The Mudcat Café TM
Thread #89103   Message #2640472
Posted By: Jerry Rasmussen
25-May-09 - 11:33 AM
Thread Name: Sitting At The Kitchen Table
Subject: RE: Sitting At The Kitchen Table
I look for Woody every day I go on the Riverwalk. He's a short, thin man who walks with a slight list to the left and he's there every day. It doesn't make any difference whether it's raining or snowing, bitter cold or blistering hot. You can count on Woody.

Today is Memorial Day and while I was on my walk, I called my friend Joe Evans to thank him for serving our country. Joe was in the Navy during the second World War. Not surprisingly, Joe wasn't home. Even though he'll turn 85 the day after tomorrow, you can't keep him down. He's probably driving someone to the airport.

When I saw Woody coming toward me motoring along the Riverwalk, I called out a greeting to him. "Hey, Woody! How you doin' today?" "I'm doing fine," he said. Woody is always doing fine. "Hey Woody, were you in the service?" "Yes I was. I was in Korea," he responded. "I'm thanking everyone who has served our country, I said. "I just want people to know that I appreciate what they did." And the floodgates opened.

Woody is usually a man of few words. While we've come to know each other a little when we meet on our morning walk, the conversations are always brief and sunny. This morning it wasn't just the dark clouds overhead that dampened the spirits of the day. It was old memories, restoked.

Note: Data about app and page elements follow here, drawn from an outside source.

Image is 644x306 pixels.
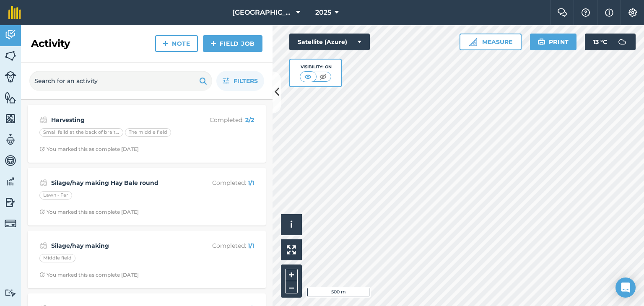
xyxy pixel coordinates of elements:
[248,179,254,187] strong: 1 / 1
[469,38,477,46] img: Ruler icon
[537,37,545,47] img: svg+xml;base64,PHN2ZyB4bWxucz0iaHR0cDovL3d3dy53My5vcmcvMjAwMC9zdmciIHdpZHRoPSIxOSIgaGVpZ2h0PSIyNC...
[459,33,522,50] button: Measure
[285,269,297,281] button: +
[300,64,332,70] div: Visibility: On
[581,9,591,17] img: A question mark icon
[51,115,184,125] strong: Harvesting
[245,116,254,124] strong: 2 / 2
[5,133,16,146] img: svg+xml;base64,PD94bWwgdmVyc2lvbj0iMS4wIiBlbmNvZGluZz0idXRmLTgiPz4KPCEtLSBHZW5lcmF0b3I6IEFkb2JlIE...
[163,39,168,49] img: svg+xml;base64,PHN2ZyB4bWxucz0iaHR0cDovL3d3dy53My5vcmcvMjAwMC9zdmciIHdpZHRoPSIxNCIgaGVpZ2h0PSIyNC...
[210,39,217,49] img: svg+xml;base64,PHN2ZyB4bWxucz0iaHR0cDovL3d3dy53My5vcmcvMjAwMC9zdmciIHdpZHRoPSIxNCIgaGVpZ2h0PSIyNC...
[593,33,607,50] span: 13 ° C
[40,178,48,188] img: svg+xml;base64,PD94bWwgdmVyc2lvbj0iMS4wIiBlbmNvZGluZz0idXRmLTgiPz4KPCEtLSBHZW5lcmF0b3I6IEFkb2JlIE...
[5,217,16,229] img: svg+xml;base64,PD94bWwgdmVyc2lvbj0iMS4wIiBlbmNvZGluZz0idXRmLTgiPz4KPCEtLSBHZW5lcmF0b3I6IEFkb2JlIE...
[51,241,184,250] strong: Silage/hay making
[615,277,635,297] div: Open Intercom Messenger
[40,254,76,262] div: Middle field
[155,35,198,52] a: Note
[40,146,139,153] div: You marked this as complete [DATE]
[614,33,631,50] img: svg+xml;base64,PD94bWwgdmVyc2lvbj0iMS4wIiBlbmNvZGluZz0idXRmLTgiPz4KPCEtLSBHZW5lcmF0b3I6IEFkb2JlIE...
[51,178,184,188] strong: Silage/hay making Hay Bale round
[287,245,296,255] img: Four arrows, one pointing top left, one top right, one bottom right and the last bottom left
[5,175,16,188] img: svg+xml;base64,PD94bWwgdmVyc2lvbj0iMS4wIiBlbmNvZGluZz0idXRmLTgiPz4KPCEtLSBHZW5lcmF0b3I6IEFkb2JlIE...
[188,178,254,188] p: Completed :
[40,241,48,251] img: svg+xml;base64,PD94bWwgdmVyc2lvbj0iMS4wIiBlbmNvZGluZz0idXRmLTgiPz4KPCEtLSBHZW5lcmF0b3I6IEFkb2JlIE...
[5,289,16,297] img: svg+xml;base64,PD94bWwgdmVyc2lvbj0iMS4wIiBlbmNvZGluZz0idXRmLTgiPz4KPCEtLSBHZW5lcmF0b3I6IEFkb2JlIE...
[248,242,254,249] strong: 1 / 1
[5,154,16,167] img: svg+xml;base64,PD94bWwgdmVyc2lvbj0iMS4wIiBlbmNvZGluZz0idXRmLTgiPz4KPCEtLSBHZW5lcmF0b3I6IEFkb2JlIE...
[33,236,261,283] a: Silage/hay makingCompleted: 1/1Middle fieldClock with arrow pointing clockwiseYou marked this as ...
[290,219,293,230] span: i
[40,209,45,215] img: Clock with arrow pointing clockwise
[40,272,139,278] div: You marked this as complete [DATE]
[5,196,16,209] img: svg+xml;base64,PD94bWwgdmVyc2lvbj0iMS4wIiBlbmNvZGluZz0idXRmLTgiPz4KPCEtLSBHZW5lcmF0b3I6IEFkb2JlIE...
[628,9,638,17] img: A cog icon
[31,37,70,50] h2: Activity
[303,72,313,81] img: svg+xml;base64,PHN2ZyB4bWxucz0iaHR0cDovL3d3dy53My5vcmcvMjAwMC9zdmciIHdpZHRoPSI1MCIgaGVpZ2h0PSI0MC...
[315,8,331,18] span: 2025
[9,6,21,20] img: fieldmargin Logo
[40,128,123,137] div: Small feild at the back of braitwaithes
[40,146,45,152] img: Clock with arrow pointing clockwise
[5,49,16,62] img: svg+xml;base64,PHN2ZyB4bWxucz0iaHR0cDovL3d3dy53My5vcmcvMjAwMC9zdmciIHdpZHRoPSI1NiIgaGVpZ2h0PSI2MC...
[33,110,261,158] a: HarvestingCompleted: 2/2Small feild at the back of braitwaithesThe middle fieldClock with arrow p...
[203,35,262,52] a: Field Job
[530,33,577,50] button: Print
[289,33,370,50] button: Satellite (Azure)
[585,33,635,50] button: 13 °C
[605,8,614,18] img: svg+xml;base64,PHN2ZyB4bWxucz0iaHR0cDovL3d3dy53My5vcmcvMjAwMC9zdmciIHdpZHRoPSIxNyIgaGVpZ2h0PSIxNy...
[318,72,328,81] img: svg+xml;base64,PHN2ZyB4bWxucz0iaHR0cDovL3d3dy53My5vcmcvMjAwMC9zdmciIHdpZHRoPSI1MCIgaGVpZ2h0PSI0MC...
[5,112,16,125] img: svg+xml;base64,PHN2ZyB4bWxucz0iaHR0cDovL3d3dy53My5vcmcvMjAwMC9zdmciIHdpZHRoPSI1NiIgaGVpZ2h0PSI2MC...
[30,71,212,91] input: Search for an activity
[199,76,207,86] img: svg+xml;base64,PHN2ZyB4bWxucz0iaHR0cDovL3d3dy53My5vcmcvMjAwMC9zdmciIHdpZHRoPSIxOSIgaGVpZ2h0PSIyNC...
[188,241,254,250] p: Completed :
[285,281,297,294] button: –
[125,128,171,137] div: The middle field
[5,71,16,83] img: svg+xml;base64,PD94bWwgdmVyc2lvbj0iMS4wIiBlbmNvZGluZz0idXRmLTgiPz4KPCEtLSBHZW5lcmF0b3I6IEFkb2JlIE...
[188,115,254,125] p: Completed :
[40,272,45,277] img: Clock with arrow pointing clockwise
[33,173,261,220] a: Silage/hay making Hay Bale roundCompleted: 1/1Lawn - FarClock with arrow pointing clockwiseYou ma...
[5,91,16,104] img: svg+xml;base64,PHN2ZyB4bWxucz0iaHR0cDovL3d3dy53My5vcmcvMjAwMC9zdmciIHdpZHRoPSI1NiIgaGVpZ2h0PSI2MC...
[40,209,139,216] div: You marked this as complete [DATE]
[557,9,567,17] img: Two speech bubbles overlapping with the left bubble in the forefront
[217,71,264,91] button: Filters
[5,29,16,41] img: svg+xml;base64,PD94bWwgdmVyc2lvbj0iMS4wIiBlbmNvZGluZz0idXRmLTgiPz4KPCEtLSBHZW5lcmF0b3I6IEFkb2JlIE...
[234,76,258,86] span: Filters
[40,191,72,199] div: Lawn - Far
[40,115,48,125] img: svg+xml;base64,PD94bWwgdmVyc2lvbj0iMS4wIiBlbmNvZGluZz0idXRmLTgiPz4KPCEtLSBHZW5lcmF0b3I6IEFkb2JlIE...
[281,214,302,235] button: i
[232,8,293,18] span: [GEOGRAPHIC_DATA]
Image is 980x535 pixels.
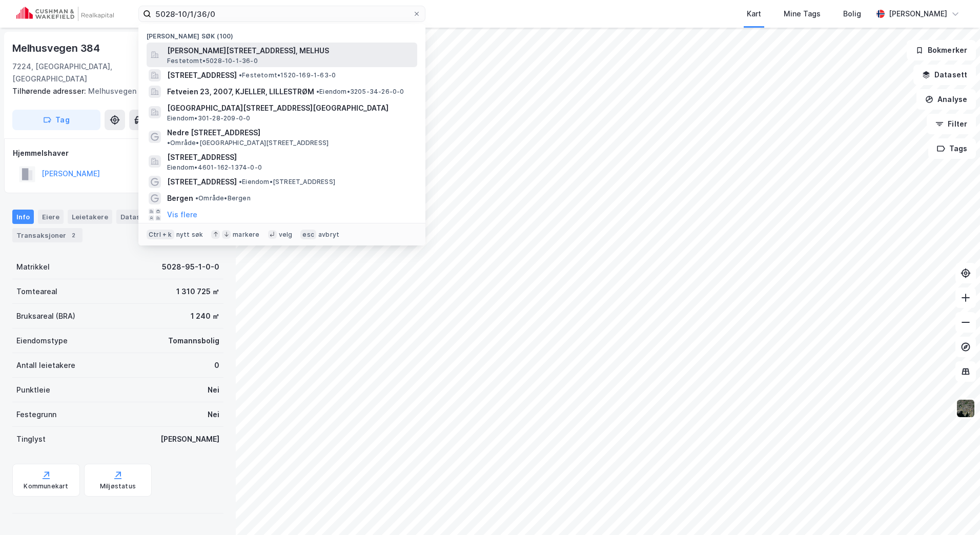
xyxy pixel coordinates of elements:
[146,229,174,240] div: Ctrl + k
[12,147,223,160] div: Hjemmelshaver
[316,88,319,96] span: •
[12,209,34,224] div: Info
[100,483,136,491] div: Miljøstatus
[167,139,170,146] span: •
[12,86,88,96] span: Tilhørende adresser:
[167,56,257,65] span: Festetomt • 5028-10-1-36-0
[167,45,413,56] span: [PERSON_NAME][STREET_ADDRESS], MELHUS
[318,231,340,239] div: avbryt
[17,360,76,371] div: Antall leietakere
[784,7,821,20] div: Mine Tags
[167,86,314,98] span: Fetveien 23, 2007, KJELLER, LILLESTRØM
[12,61,180,85] div: 7224, [GEOGRAPHIC_DATA], [GEOGRAPHIC_DATA]
[167,176,237,188] span: [STREET_ADDRESS]
[191,310,219,322] div: 1 240 ㎡
[316,88,404,96] span: Eiendom • 3205-34-26-0-0
[843,7,861,20] div: Bolig
[17,384,50,396] div: Punktleie
[279,231,292,239] div: velg
[160,433,219,445] div: [PERSON_NAME]
[167,192,194,204] span: Bergen
[208,384,219,396] div: Nei
[176,231,203,239] div: nytt søk
[167,209,198,221] button: Vis flere
[139,24,425,42] div: [PERSON_NAME] søk (100)
[239,71,242,79] span: •
[67,209,112,224] div: Leietakere
[889,7,947,20] div: [PERSON_NAME]
[17,310,76,322] div: Bruksareal (BRA)
[747,7,761,20] div: Kart
[929,486,980,535] iframe: Chat Widget
[17,7,114,21] img: cushman-wakefield-realkapital-logo.202ea83816669bd177139c58696a8fa1.svg
[195,194,251,203] span: Område • Bergen
[38,209,64,224] div: Eiere
[167,102,413,115] span: [GEOGRAPHIC_DATA][STREET_ADDRESS][GEOGRAPHIC_DATA]
[12,85,215,97] div: Melhusvegen 382
[301,229,316,240] div: esc
[12,40,102,56] div: Melhusvegen 384
[167,126,260,139] span: Nedre [STREET_ADDRESS]
[208,409,219,421] div: Nei
[239,178,336,186] span: Eiendom • [STREET_ADDRESS]
[176,286,219,298] div: 1 310 725 ㎡
[23,483,68,491] div: Kommunekart
[956,399,975,419] img: 9k=
[167,139,329,147] span: Område • [GEOGRAPHIC_DATA][STREET_ADDRESS]
[916,89,976,110] button: Analyse
[929,139,976,159] button: Tags
[151,6,413,22] input: Søk på adresse, matrikkel, gårdeiere, leietakere eller personer
[167,69,237,81] span: [STREET_ADDRESS]
[239,71,336,80] span: Festetomt • 1520-169-1-63-0
[927,114,976,135] button: Filter
[162,261,219,273] div: 5028-95-1-0-0
[116,209,154,224] div: Datasett
[239,178,242,185] span: •
[195,194,198,202] span: •
[17,261,50,273] div: Matrikkel
[167,115,250,122] span: Eiendom • 301-28-209-0-0
[907,40,976,61] button: Bokmerker
[12,110,100,130] button: Tag
[12,228,82,243] div: Transaksjoner
[168,335,219,347] div: Tomannsbolig
[914,65,976,85] button: Datasett
[167,151,413,164] span: [STREET_ADDRESS]
[167,164,262,172] span: Eiendom • 4601-162-1374-0-0
[929,486,980,535] div: Kontrollprogram for chat
[68,230,78,240] div: 2
[233,231,259,239] div: markere
[17,409,56,421] div: Festegrunn
[17,335,67,347] div: Eiendomstype
[17,286,57,298] div: Tomteareal
[17,433,46,445] div: Tinglyst
[214,360,219,371] div: 0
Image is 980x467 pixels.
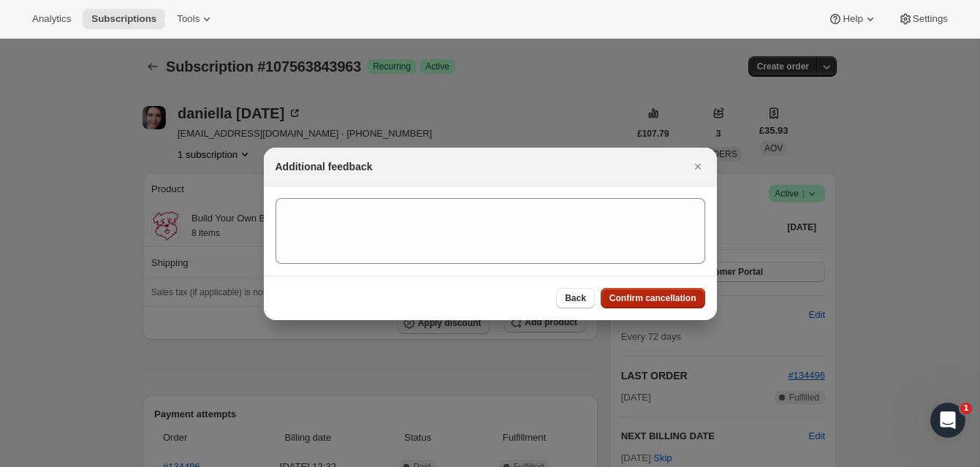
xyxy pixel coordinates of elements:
[565,292,586,304] span: Back
[168,9,223,29] button: Tools
[177,13,200,25] span: Tools
[913,13,948,25] span: Settings
[820,9,886,29] button: Help
[23,9,79,29] button: Analytics
[83,9,165,29] button: Subscriptions
[960,403,972,414] span: 1
[843,13,862,25] span: Help
[688,157,708,177] button: Close
[92,13,157,25] span: Subscriptions
[930,403,966,438] iframe: Intercom live chat
[609,292,697,304] span: Confirm cancellation
[889,9,957,29] button: Settings
[275,160,372,174] h2: Additional feedback
[556,288,595,308] button: Back
[32,13,71,25] span: Analytics
[600,288,706,308] button: Confirm cancellation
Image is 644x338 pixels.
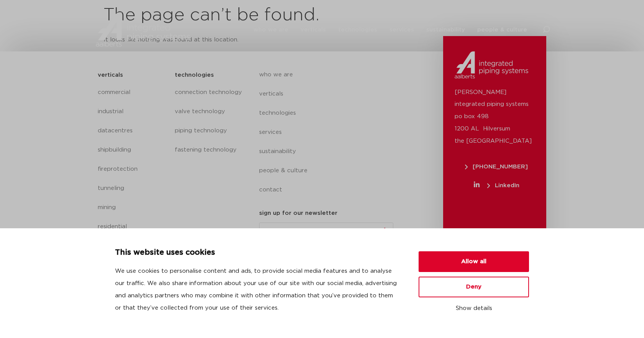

"I was in Korea for 12 months." Woody said. "Most of the other guys were sent home after ten months, but I never complained so they kept me there a couple extra months. I was pissed off, but I never said anything." Woody is still pissed off. As he talked he became very agitated. "It was hard staying alive, just because of the weather," He said. "It was winter and it was freezing cold. We like to froze to death." I told him about my friend, Jerry Rau, who served in Korea and brought it home with him. I met Jerry many years after the war, and he was still fighting it. He wrote a powerful song, and a book of the same title: "Knocking on the Devil's Door." When I told Woody, he understood what Jerry was talking about. Jerry was a young, idealistic kid, probably much like Woody was back in those days. The war knocked the stuffings out of Jerry, along with most of his idealism.

"I watch on the news how stressed out the soldiers are in Iraq and Afghanistan," I said. And Woody got angrier. "They never should send those guys back for a second tour of duty, he said," his voice rising. "Do they have any idea what they've gone through?" I had clearly touched an old wound, and Woody was back remembering how he felt after he came home from Korea.

As I told Woody, My father was too young for the First World War and too old for the Second. I was too young for the Korean War and too old for the Vietnam War. My sons were too old for the Middle East War, and even though my oldest son Gideon was in the Air Force for two years, he never left the country. We've been pacifists by coincidence. We don't know the pain that people carry deep in their hearts from their action in past wars, but for me, I am thankful for the sacrifice they've made. You don't have to understand something to appreciate it.